Several reaction time (RT) studies report faster responses when responses to temporal information are arranged in a spatially congruent manner than when this arrangement is incongruent. The resulting space–time congruency effect is commonly attributed to a culturally salient localization of temporal information along a mental timeline (e.g., a mental timeline that runs from left to right). The present study aims to provide a compilation of the published RT studies on this time–space association in order to estimate the size of its effect and the extent of potential publication bias in this field of research. In this meta‐analysis, three types of task are distinguished due to hitherto existing empirical findings. These findings suggest that the extent to which time is made relevant to the experimental task has a systematic impact on whether or not the mental timeline is activated. The results of this meta‐analysis corroborate these considerations: First, experiments that make time a task‐relevant dimension have a mean effect size of d = 0.46. Second, in experiments in which time is task irrelevant, the effect size does not significantly deviate from zero. Third, temporal priming studies have a surprisingly high mean effect size of d = 0.47, which, however, should be adjusted to d = 0.36 due to publication bias.
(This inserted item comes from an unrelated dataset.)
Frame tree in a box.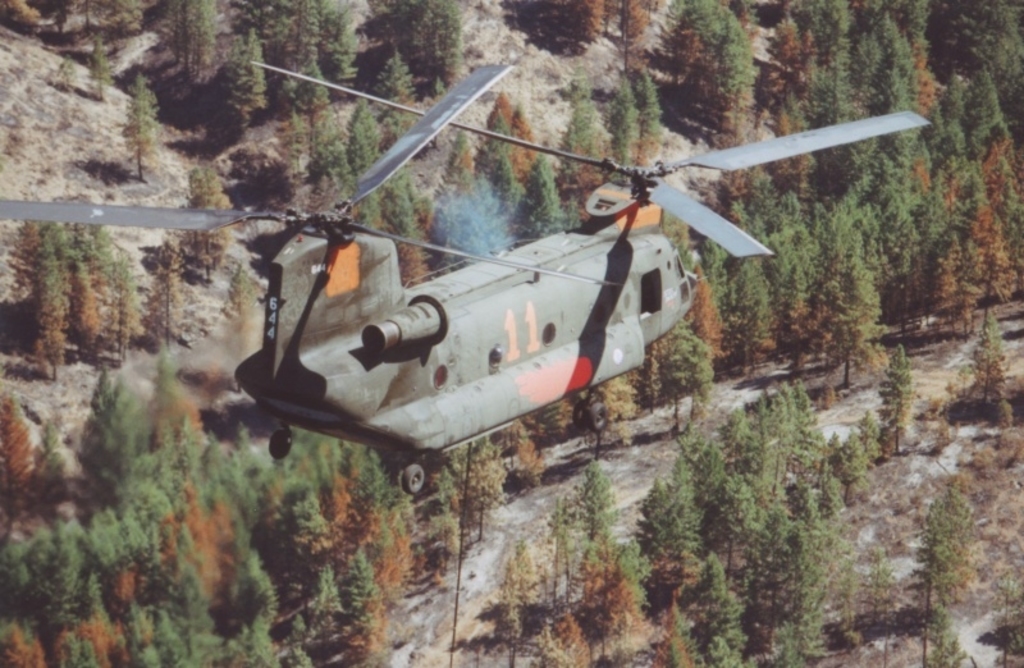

The present study is a replication of Sell and Kaschak's (2011) Experiment 1 (Movement Condition). The original stimulus material (short texts compromising three sentences) was translated from English into German. We successfully replicated the basic congruency effect of the original study, that is, the interaction effect between direction of manual response and time reference when participants perform a sensicality judgment. In contrast to the original study, this congruency effect was not significantly modulated by the magnitude of time shift. Nevertheless, when the congruency effect was evaluated separately for large and small time shifts, it was significant for large but not for small time shifts. In sum, this replication reinforces the basic conclusion by Sell and Kaschak that the timeline becomes automatically activated when processing temporal sentence information, especially when the time shift is large.
The human ability to keep track of time can be distorted by several non-temporal stimulus aspects such as size or intensity. First studies indicate that not only physical but also implicit stimulus aspects can affect duration estimates. The present study expands these findings by investigating the effects of linguistic expressions including speed and duration information via temporal reproduction (Experiments 1 and 2) and temporal bisection tasks (Experiment 3). In Experiment 1, implicit duration was manipulated by combining verbs that denote slow or fast motion with a path expression (to stroll to school vs. to spurt to school). Reproduced durations were consistent with an effect of implicit duration but not implicit speed. To control whether implicit speed affects perceived duration when exempted from duration information, single manner of motion verbs were presented in Experiments 2 and 3. The results speak against an effect of implicit speed analogous to physical speed.